I’ve changed my Twitter name – I’m now @newsmary. I can’t be @edpmary any more, because I’m going to be leaving the Eastern Daily Press and Evening News.
I’ll be moving to financial journalism publishers Citywire in London at the start of November, where I’ll be doing social media work, SEO and digital planning, and I hope to be an active part of their currently-forming data journalism operation.
In the last three years I’ve discovered what I love.
Three years ago, I sort of tripped over and fell into journalism. I was six months out of uni after a course in American Literature and Creative Writing – and believe me, no matter how impressive your marks are, that does not give you much traction in the jobs market. I was applying for editorial assistant jobs and design jobs and database admin jobs because of my experience in those areas, and I saw an ad for a local journalist and I applied. A horrendous current affairs exam and a face-clutchingly gruesome interview later, and I’d beaten more than 100 other people to get a job in journalism. The people that hired me saw something I didn’t even see in myself.
That changed, though. I went up to train at PA in the Evening Chronicle and Journal offices in Newcastle and, though I had a hard time with homesickness and loneliness, I grew to love the work. I went from decent-writer-but-scared-of-interviewing to feeling much more confident and happy in my role. And I won an award for getting good at it, and I came back, and I worked for the EDP and then the Evening News when we merged, and I loved it harder and harder every day, even as it became more difficult. I loved the thrill of seeing my name in print, next to my story and my words.
A few months after I started work I discovered Twitter, and it changed everything. I started this blog. I got lots of things wrong, repeatedly, on the internet where everyone could see; discovered Google Reader and used it religiously; fell in love all over again with data and coding and spreadsheets but this time in the service of storytelling and data journalism; played with video and audio; fell in love with the internet, full stop. Started reading Paul Bradshaw and Clay Shirky and Jeff Jarvis and Jay Rosen, and more and more of the many, many others at the coal face. Started getting evangelical about what news can do online and what online can do for news. Crowdsourced. Liveblogged. Livetweeted. Visualised. Wordled. Piped. Started waving my hands in excitement and enthusiasm at things that had very little to do with the day-to-day life in the newsroom of our print-first papers.
That’s where the disconnect began. Bit by bit as I explored this incredible new world, I realised the papers I work for don’t live there. They pass by regularly, sure, and they do some things very well, but they live in print and not in a series of tubes, and in recent times the focus has been unerringly on print. But that’s meant that in the newsroom where I wanted to be working for mobile and for web and harnessing the power of the internet for storytelling in all its forms, it’s become harder and harder to spend any time doing it.
If I was coming new to regional journalism now, I don’t know if I’d have time to explore Twitter and the web and data journalism and computer assisted reporting and fall in love the way I have. It’s something I do in my spare time, at home, at the end of 10-hour days or the mornings before a late shift, on my own. But in a sea of things I love doing, it’s what I love most. I’ve discovered that, for me, what’s better than seeing my name in print is seeing my work sprout wings and fly online, whether it’s got my name on it or not.
I believe, at Citywire, I’ll be in a newsroom that lives on the internet. It’ll be my job to have ideas about what we do online and on mobile and how to make it social. I’ll be throwing myself into social news, mobile news, online news, and I’ll be working out ways to make useful, relevant, awesome journalism. I’ll be part of a team including data researchers, and I hope I’ll be doing data journalism at work as well as working with data behind the scenes.
I’m going to miss the EDP and the Evening News. I’m going to miss Norwich and Norfolk. It’s going to be a huge wrench to leave behind the daily visits to new places to talk to interesting people. I’ll miss court and I’ll miss the buzz of breaking a big story and I’ll even miss council meetings, I expect.
But I won’t stop being a journalist. I won’t stop doing journalism. I won’t stop telling stories. You’ll see me more, not less, because I’ll have support and I’ll have time (and I’ll be in London instead of the wilds of Norfolk).
I want to do online journalism, not journalism online, and here’s a place where even if it’s not my byline, my face at the top of the page, I can help make that happen. I can help build an aviary for journalism and help it grow wings and fly. I can set up camp at the shifting frontier where journalism and the internet meet, and get busy building something brilliant.
Congratulations Mary! I wish you the best of luck with your new job.
-Jon
Thank you!
Congrats Mary, I am sorry for Norwich, but not surprised. But you need to come back for that coffee and cake with me and Huw, and keep in touch, please do!
Thank you. I’ll definitely be back – and it’d be great to meet up again before I leave.
Yes, for sure. Let’s do that. I have some updates too!
Congrats Mary, I am sorry for Norwich, but not surprised. But you need to come back for that coffee and cake with me and Huw, and keep in touch, please do!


### Exercise aim:
Please tally how many lines in the entries below include the word "level", giving only the number.

Dataset items:
——————

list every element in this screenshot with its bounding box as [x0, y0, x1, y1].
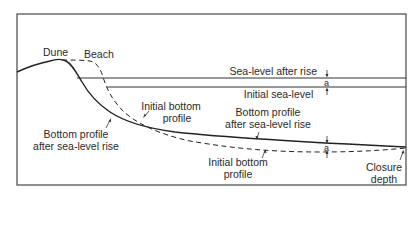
- label-bottom-after-rise-left-line1: Bottom profile: [28, 128, 124, 140]
- label-initial-bottom-upper-line1: Initial bottom: [136, 100, 206, 112]
- label-bottom-after-rise-right-line1: Bottom profile: [220, 106, 316, 118]
- label-bottom-after-rise-left: Bottom profile after sea-level rise: [28, 128, 124, 152]
- label-closure-depth-line1: Closure: [362, 161, 406, 173]
- label-sea-level-after-rise: Sea-level after rise: [215, 65, 317, 77]
- label-initial-bottom-lower-line1: Initial bottom: [203, 156, 273, 168]
- label-bottom-after-rise-right: Bottom profile after sea-level rise: [220, 106, 316, 130]
- label-beach: Beach: [84, 48, 114, 60]
- leader-bottom-after-rise-left: [106, 118, 111, 128]
- label-initial-bottom-profile-upper: Initial bottom profile: [136, 100, 206, 124]
- label-initial-sea-level: Initial sea-level: [240, 88, 317, 100]
- label-bottom-after-rise-left-line2: after sea-level rise: [28, 140, 124, 152]
- label-bottom-after-rise-right-line2: after sea-level rise: [220, 118, 316, 130]
- label-dune: Dune: [43, 46, 68, 58]
- label-initial-bottom-upper-line2: profile: [136, 112, 206, 124]
- label-closure-depth: Closure depth: [362, 161, 406, 185]
- label-rise-a-bottom: a: [324, 142, 329, 154]
- label-initial-bottom-profile-lower: Initial bottom profile: [203, 156, 273, 180]
- label-initial-bottom-lower-line2: profile: [203, 168, 273, 180]
- leader-closure-depth: [400, 150, 405, 160]
- label-closure-depth-line2: depth: [362, 173, 406, 185]
- label-rise-a-top: a: [324, 77, 329, 89]
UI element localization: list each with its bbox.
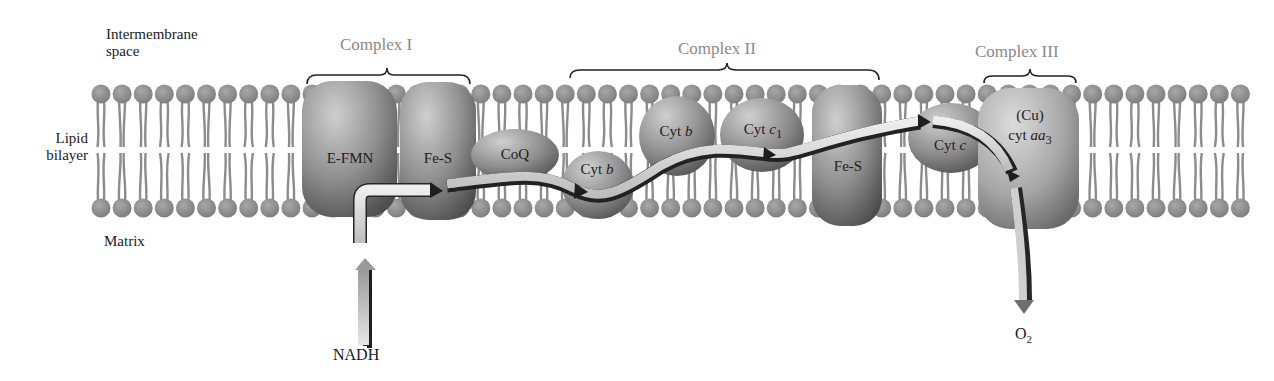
- cyt-aa3-label: cyt aa3: [990, 127, 1070, 148]
- protein-fe-s-2: [812, 85, 882, 226]
- cyt-c-italic: c: [959, 137, 966, 153]
- o2-label: O2: [1015, 325, 1032, 348]
- cyt-b-low-prefix: Cyt: [581, 161, 606, 177]
- e-fmn-label: E-FMN: [306, 150, 394, 167]
- fe-s-1-label: Fe-S: [402, 150, 474, 167]
- lipid-bilayer-label: Lipid bilayer: [26, 130, 88, 164]
- complex-braces: [307, 63, 1076, 84]
- matrix-label: Matrix: [104, 233, 145, 250]
- brace-complex-3: [984, 69, 1076, 83]
- cyt-b-high-prefix: Cyt: [660, 123, 685, 139]
- cyt-c-prefix: Cyt: [934, 137, 959, 153]
- intermembrane-label-line1: Intermembrane: [106, 26, 198, 43]
- cyt-c1-prefix: Cyt: [744, 121, 769, 137]
- nadh-arrow: [355, 258, 376, 348]
- cyt-aa3-sub: 3: [1045, 133, 1051, 147]
- cyt-aa3-prefix: cyt: [1008, 127, 1030, 143]
- lipid-label-line1: Lipid: [26, 130, 88, 147]
- brace-complex-2: [570, 63, 879, 80]
- intermembrane-space-label: Intermembrane space: [106, 26, 198, 60]
- coq-label: CoQ: [478, 146, 552, 163]
- cyt-b-high-italic: b: [685, 123, 693, 139]
- nadh-label: NADH: [333, 346, 379, 363]
- o2-text: O: [1015, 325, 1027, 342]
- o2-sub: 2: [1027, 333, 1033, 345]
- complex-3-label: Complex III: [975, 42, 1059, 62]
- electron-transport-chain-diagram: Intermembrane space Lipid bilayer Matrix…: [0, 0, 1274, 381]
- intermembrane-label-line2: space: [106, 43, 198, 60]
- cyt-c1-italic: c: [769, 121, 776, 137]
- fe-s-2-label: Fe-S: [816, 158, 880, 175]
- lipid-label-line2: bilayer: [26, 147, 88, 164]
- cyt-aa3-italic: aa: [1030, 127, 1045, 143]
- cu-label: (Cu): [990, 107, 1070, 124]
- complex-1-label: Complex I: [340, 35, 412, 55]
- cyt-b-high-label: Cyt b: [640, 123, 712, 140]
- cyt-c-label: Cyt c: [912, 137, 988, 154]
- complex-2-label: Complex II: [678, 39, 756, 59]
- cyt-c1-label: Cyt c1: [724, 121, 802, 142]
- cyt-b-low-label: Cyt b: [565, 161, 629, 178]
- cyt-c1-sub: 1: [776, 127, 782, 141]
- cyt-b-low-italic: b: [606, 161, 614, 177]
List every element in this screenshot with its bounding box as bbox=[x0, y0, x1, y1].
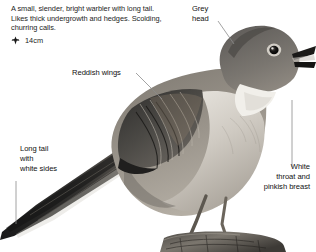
size-label: 14cm bbox=[25, 36, 43, 45]
perch-post bbox=[160, 232, 286, 252]
callout-long-tail: Long tail with white sides bbox=[20, 144, 57, 173]
callout-grey-head: Grey head bbox=[192, 4, 209, 24]
bird-field-guide-plate: A small, slender, bright warbler with lo… bbox=[0, 0, 316, 252]
species-description: A small, slender, bright warbler with lo… bbox=[11, 4, 163, 33]
size-arrows-icon bbox=[11, 36, 20, 45]
callout-white-throat: White throat and pinkish breast bbox=[232, 162, 310, 191]
callout-reddish-wings: Reddish wings bbox=[72, 68, 121, 78]
warbler-illustration bbox=[0, 0, 316, 252]
size-row: 14cm bbox=[11, 36, 43, 45]
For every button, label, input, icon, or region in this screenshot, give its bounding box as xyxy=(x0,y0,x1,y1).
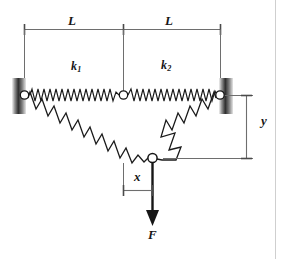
spring-diagram-canvas xyxy=(0,0,285,259)
label-spring-k1: k1 xyxy=(71,60,81,74)
force-arrowhead-icon xyxy=(146,210,159,226)
node-center xyxy=(119,91,127,99)
node-bottom xyxy=(148,153,157,162)
spring-system-figure: L L k1 k2 y x F xyxy=(0,0,285,259)
label-spring-k2-subscript: 2 xyxy=(167,64,171,73)
pin-joint-left-support xyxy=(20,91,28,99)
label-length-right: L xyxy=(165,14,173,27)
spring-diagonal-left xyxy=(28,92,148,163)
label-force: F xyxy=(148,228,157,241)
label-length-left: L xyxy=(68,14,76,27)
pin-joint-right-support xyxy=(216,91,224,99)
spring-k2 xyxy=(128,89,217,101)
label-spring-k2: k2 xyxy=(161,59,171,73)
spring-diagonal-right xyxy=(157,92,216,160)
label-horizontal-displacement: x xyxy=(134,170,141,183)
dimension-L-group xyxy=(25,24,221,92)
label-spring-k1-subscript: 1 xyxy=(77,65,81,74)
spring-k1 xyxy=(30,89,119,101)
label-vertical-displacement: y xyxy=(261,114,267,127)
dimension-y-group xyxy=(163,96,253,159)
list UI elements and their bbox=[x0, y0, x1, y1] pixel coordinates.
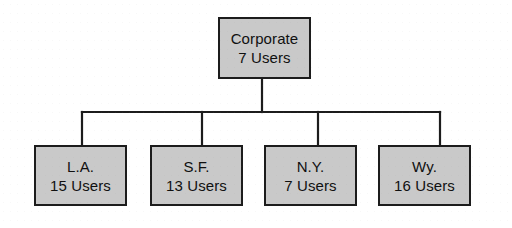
node-ny[interactable]: N.Y. 7 Users bbox=[264, 145, 357, 206]
node-sf[interactable]: S.F. 13 Users bbox=[150, 145, 243, 206]
node-la-label: L.A. bbox=[67, 157, 94, 176]
node-wy[interactable]: Wy. 16 Users bbox=[378, 145, 471, 206]
node-sf-label: S.F. bbox=[183, 157, 209, 176]
node-corporate-label: Corporate bbox=[231, 29, 299, 48]
node-corporate[interactable]: Corporate 7 Users bbox=[218, 17, 311, 79]
org-chart: Corporate 7 Users L.A. 15 Users S.F. 13 … bbox=[0, 0, 512, 228]
node-ny-users: 7 Users bbox=[284, 176, 336, 195]
node-wy-users: 16 Users bbox=[394, 176, 455, 195]
node-corporate-users: 7 Users bbox=[238, 48, 290, 67]
node-la[interactable]: L.A. 15 Users bbox=[34, 145, 127, 206]
node-ny-label: N.Y. bbox=[297, 157, 325, 176]
node-la-users: 15 Users bbox=[50, 176, 111, 195]
node-wy-label: Wy. bbox=[412, 157, 437, 176]
node-sf-users: 13 Users bbox=[166, 176, 227, 195]
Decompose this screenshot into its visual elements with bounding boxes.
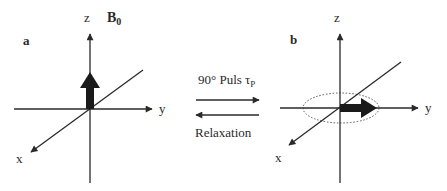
x-label-a: x (16, 151, 23, 166)
x-label-b: x (275, 150, 282, 165)
b0-label: B0 (107, 10, 121, 27)
backward-transition-label: Relaxation (195, 125, 252, 140)
x-axis-b (289, 62, 401, 145)
diagram-canvas: z y x a B0 90° Puls τP Relaxation z y x … (0, 0, 447, 191)
forward-transition-label: 90° Puls τP (198, 72, 255, 89)
z-label-b: z (334, 10, 340, 25)
y-label-a: y (159, 101, 166, 116)
transitions: 90° Puls τP Relaxation (195, 72, 259, 140)
panel-label-a: a (23, 33, 30, 48)
magnetization-arrow-b (340, 98, 377, 118)
panel-label-b: b (290, 32, 297, 47)
panel-a: z y x a B0 (14, 10, 166, 183)
z-label-a: z (84, 10, 90, 25)
panel-b: z y x b (275, 10, 432, 183)
y-label-b: y (425, 100, 432, 115)
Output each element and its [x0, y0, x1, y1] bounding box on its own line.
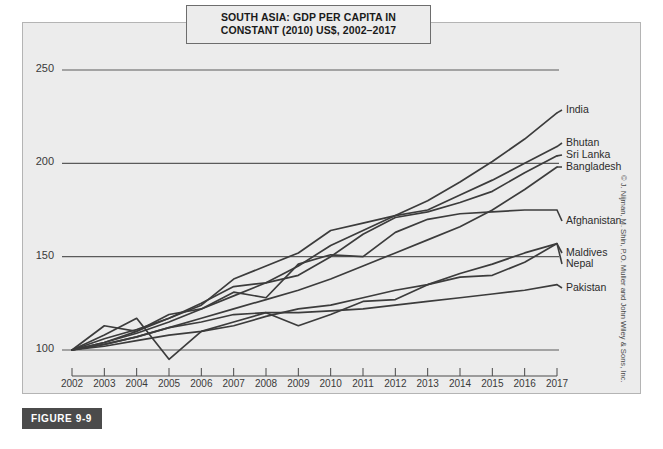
series-label-bangladesh: Bangladesh	[566, 160, 621, 172]
figure-page: SOUTH ASIA: GDP PER CAPITA IN CONSTANT (…	[0, 0, 663, 449]
chart-panel	[22, 22, 641, 394]
x-tick-label: 2017	[537, 378, 577, 389]
series-label-afghanistan: Afghanistan	[566, 214, 621, 226]
y-tick-label: 100	[20, 342, 54, 354]
y-tick-label: 250	[20, 62, 54, 74]
chart-title: SOUTH ASIA: GDP PER CAPITA IN CONSTANT (…	[186, 5, 431, 44]
series-label-bhutan: Bhutan	[566, 136, 599, 148]
y-tick-label: 150	[20, 249, 54, 261]
chart-title-line-2: CONSTANT (2010) US$, 2002–2017	[193, 24, 424, 37]
series-label-pakistan: Pakistan	[566, 281, 606, 293]
copyright-credit: © J. Nijman, M. Shin, P.O. Muller and Jo…	[619, 175, 628, 383]
figure-number-badge: FIGURE 9-9	[22, 408, 102, 429]
series-label-india: India	[566, 103, 589, 115]
series-label-sri-lanka: Sri Lanka	[566, 148, 610, 160]
series-label-nepal: Nepal	[566, 257, 593, 269]
y-tick-label: 200	[20, 155, 54, 167]
chart-title-line-1: SOUTH ASIA: GDP PER CAPITA IN	[193, 11, 424, 24]
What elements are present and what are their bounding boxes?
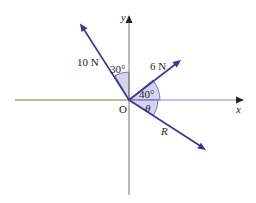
vector-R-arrowhead: [197, 143, 206, 150]
vector-10N-arrowhead: [80, 24, 88, 33]
force-diagram: y x O 10 N 6 N R 30° 40° θ: [0, 0, 256, 203]
angle-40-label: 40°: [139, 88, 154, 100]
origin-label: O: [119, 103, 127, 115]
y-axis-arrowhead: [126, 15, 133, 23]
angle-theta-label: θ: [145, 102, 151, 114]
resultant-label: R: [160, 125, 168, 137]
angle-30-label: 30°: [110, 63, 125, 75]
vector-R: [129, 100, 202, 147]
force-6N-label: 6 N: [150, 60, 166, 72]
x-axis-label: x: [235, 103, 241, 115]
y-axis-label: y: [120, 11, 126, 23]
force-10N-label: 10 N: [77, 56, 99, 68]
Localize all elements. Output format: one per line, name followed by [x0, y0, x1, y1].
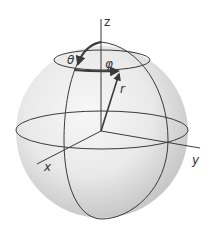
- z-axis-label: z: [104, 15, 110, 29]
- azimuth-angle-label: φ: [105, 57, 113, 71]
- polar-angle-label: θ: [67, 53, 75, 67]
- x-axis-label: x: [43, 160, 52, 174]
- spherical-coordinates-diagram: z x y r θ φ: [0, 0, 217, 238]
- y-axis-label: y: [191, 153, 200, 167]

——————

### Answer section:
6